Writer: kevinholochwostautkevinholochwostaut

Their time has come...
Their time has come...

You’ve written your book, and now it’s time to start your edits. Step one: read your book again like a reader. Then read it again as an editor and read it densely.


When I say "read it densely," I mean don’t read anything else while you work through it. Treat it like both your reading time and your work time. Move at a pace that allows you to vividly remember the beginning while you’re working on the ending. Only by maintaining this focused, immersive approach will you start to notice inconsistencies from the front to the back. (And not even then sometimes, but we’ll get to that in other pieces.)


Ideally, you’ve stepped away from the book for a while before starting this process. When you return, things should feel unfamiliar, though not foreign. That’s the sweet spot for getting a reader’s impression. Don’t judge too harshly on this first pass. If you must, jot down notes on what feels most right or most wrong.


On your second read, you’ll be primed to recognize what worked and what didn’t. This time, you’re looking for:

  • Unjustified personality changes

  • Disappearing plot threads

  • Characters you wanted to like but didn’t (and vice versa)

  • Newly needed plot threads.

  • Themes you failed to deliver on.

  • Etc…


Think big.


Here’s an example:

Let’s say you’re working on a time travel novel. The main character’s parents make several appearances, but feedback from readers suggests their presence isn’t adding much value. If you agree, what do you do next?


As you read, note what those scenes with the parents accomplish.

  • Is there character growth essential for later plot points?

  • Do they deliver crucial information that shapes future events?

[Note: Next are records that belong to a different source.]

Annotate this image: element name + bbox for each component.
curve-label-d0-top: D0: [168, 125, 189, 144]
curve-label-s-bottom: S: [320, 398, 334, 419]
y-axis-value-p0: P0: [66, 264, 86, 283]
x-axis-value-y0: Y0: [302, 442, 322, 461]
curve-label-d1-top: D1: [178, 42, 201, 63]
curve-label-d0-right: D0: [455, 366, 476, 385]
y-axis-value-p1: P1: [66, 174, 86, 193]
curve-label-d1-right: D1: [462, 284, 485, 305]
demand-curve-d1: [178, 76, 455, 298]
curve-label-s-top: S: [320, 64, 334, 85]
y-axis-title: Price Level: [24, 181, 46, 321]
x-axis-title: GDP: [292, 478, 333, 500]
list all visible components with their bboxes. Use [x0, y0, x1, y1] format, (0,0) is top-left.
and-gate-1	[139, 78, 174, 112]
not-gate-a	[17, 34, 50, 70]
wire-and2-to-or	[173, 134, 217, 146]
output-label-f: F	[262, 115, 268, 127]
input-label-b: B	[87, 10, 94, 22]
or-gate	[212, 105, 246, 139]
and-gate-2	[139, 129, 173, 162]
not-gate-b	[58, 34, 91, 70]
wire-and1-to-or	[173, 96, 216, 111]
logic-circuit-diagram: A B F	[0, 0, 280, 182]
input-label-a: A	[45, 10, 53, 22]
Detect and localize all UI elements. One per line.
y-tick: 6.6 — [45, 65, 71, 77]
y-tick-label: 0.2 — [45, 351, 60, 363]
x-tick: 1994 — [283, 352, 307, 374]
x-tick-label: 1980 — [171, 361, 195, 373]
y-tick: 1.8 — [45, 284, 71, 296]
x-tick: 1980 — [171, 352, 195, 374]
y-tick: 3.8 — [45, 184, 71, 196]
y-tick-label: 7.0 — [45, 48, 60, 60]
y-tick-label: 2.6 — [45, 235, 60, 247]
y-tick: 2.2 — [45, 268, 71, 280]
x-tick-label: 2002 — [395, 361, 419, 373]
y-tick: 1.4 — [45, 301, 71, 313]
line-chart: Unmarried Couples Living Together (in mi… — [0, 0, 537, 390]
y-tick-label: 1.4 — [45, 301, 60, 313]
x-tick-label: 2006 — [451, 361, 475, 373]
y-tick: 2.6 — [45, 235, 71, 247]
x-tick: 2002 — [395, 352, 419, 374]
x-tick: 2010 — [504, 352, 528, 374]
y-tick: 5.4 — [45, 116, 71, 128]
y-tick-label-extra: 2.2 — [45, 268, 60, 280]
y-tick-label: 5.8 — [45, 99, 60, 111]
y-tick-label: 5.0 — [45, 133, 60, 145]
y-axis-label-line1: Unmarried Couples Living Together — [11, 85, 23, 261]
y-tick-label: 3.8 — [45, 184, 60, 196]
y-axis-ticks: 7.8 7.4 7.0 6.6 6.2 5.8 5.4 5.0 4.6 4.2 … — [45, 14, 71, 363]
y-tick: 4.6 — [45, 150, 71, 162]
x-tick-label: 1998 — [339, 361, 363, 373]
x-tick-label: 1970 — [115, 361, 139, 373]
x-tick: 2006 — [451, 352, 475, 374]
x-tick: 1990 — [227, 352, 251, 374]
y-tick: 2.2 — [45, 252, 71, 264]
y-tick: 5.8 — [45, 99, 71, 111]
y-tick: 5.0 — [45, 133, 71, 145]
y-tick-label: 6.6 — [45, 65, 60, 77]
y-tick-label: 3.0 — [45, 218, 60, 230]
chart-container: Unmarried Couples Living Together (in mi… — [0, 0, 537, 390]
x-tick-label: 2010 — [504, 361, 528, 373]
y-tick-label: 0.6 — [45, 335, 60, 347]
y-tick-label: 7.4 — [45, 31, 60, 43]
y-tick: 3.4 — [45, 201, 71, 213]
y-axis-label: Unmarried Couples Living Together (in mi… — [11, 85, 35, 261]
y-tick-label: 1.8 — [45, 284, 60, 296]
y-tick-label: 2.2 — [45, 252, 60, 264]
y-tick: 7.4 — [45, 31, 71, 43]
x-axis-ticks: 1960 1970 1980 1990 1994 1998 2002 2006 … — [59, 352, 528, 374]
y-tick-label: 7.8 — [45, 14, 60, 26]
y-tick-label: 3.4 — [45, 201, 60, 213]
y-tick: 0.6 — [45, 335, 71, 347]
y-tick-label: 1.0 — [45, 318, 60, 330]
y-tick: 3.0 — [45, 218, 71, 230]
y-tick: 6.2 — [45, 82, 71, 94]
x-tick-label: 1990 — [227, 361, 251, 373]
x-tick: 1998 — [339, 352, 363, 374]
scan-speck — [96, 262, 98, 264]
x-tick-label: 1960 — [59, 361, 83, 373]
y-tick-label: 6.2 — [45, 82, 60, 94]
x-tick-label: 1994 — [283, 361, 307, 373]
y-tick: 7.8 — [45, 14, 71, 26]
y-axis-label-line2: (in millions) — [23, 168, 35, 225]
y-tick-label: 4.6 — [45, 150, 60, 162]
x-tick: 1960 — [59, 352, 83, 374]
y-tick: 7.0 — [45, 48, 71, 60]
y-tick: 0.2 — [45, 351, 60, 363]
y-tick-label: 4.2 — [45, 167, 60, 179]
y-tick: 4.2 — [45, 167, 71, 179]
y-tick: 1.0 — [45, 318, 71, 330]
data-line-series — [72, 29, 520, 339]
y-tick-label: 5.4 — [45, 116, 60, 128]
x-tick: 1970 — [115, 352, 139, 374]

If those elements are necessary, they can’t be lost.

When you remove a character, the best approach is to merge their role with another existing character. In this case, instead of the protagonist living with their parents, maybe they live with their best friend in a shared college apartment. If that friend was previously a minor character, this is an opportunity to develop them further, elevating them from tertiary to secondary.


It wouldn’t be out of character for the friend to act as a sounding board, which was the parents' primary function. You could even add humor with lines like, “Wouldn’t your mom say…” to maintain the same narrative effect. With these adjustments, the parents disappear from the book, and the overall story becomes tighter and more focused.


Document your changes thoroughly. Never get rid of old work!

Take a step back and review your notes. Do they make sense? You’re trying to pull out old threads and weave in new ones without unraveling the entire narrative. This process takes time and patience.


You might need several passes, but you should aim to have broad notes on each chapter—what stays, what goes, and what replaces it.


Now, you need a framework for integrating these new pieces. (See "Scaffolding and Architectural Writing Notes" for more on this concept.)

Add your changes directly into your manuscript as notes. For scenes you need to write from scratch, treat each one like a short story within the larger narrative. For example, "XYZ must do ABC while feeling EFG and teaching So-and-So such-and-such." Write these scenes in rough form first. Don’t worry about perfect merging or seamless transitions yet. That part comes later.


Go through this process for every change you’ve identified. Once done, you’ll have the second revision of your book.


Then? You guessed it… read it again.


You may need to repeat this cycle multiple times to hammer out the rough edges, but with each pass, your story will become closer to right.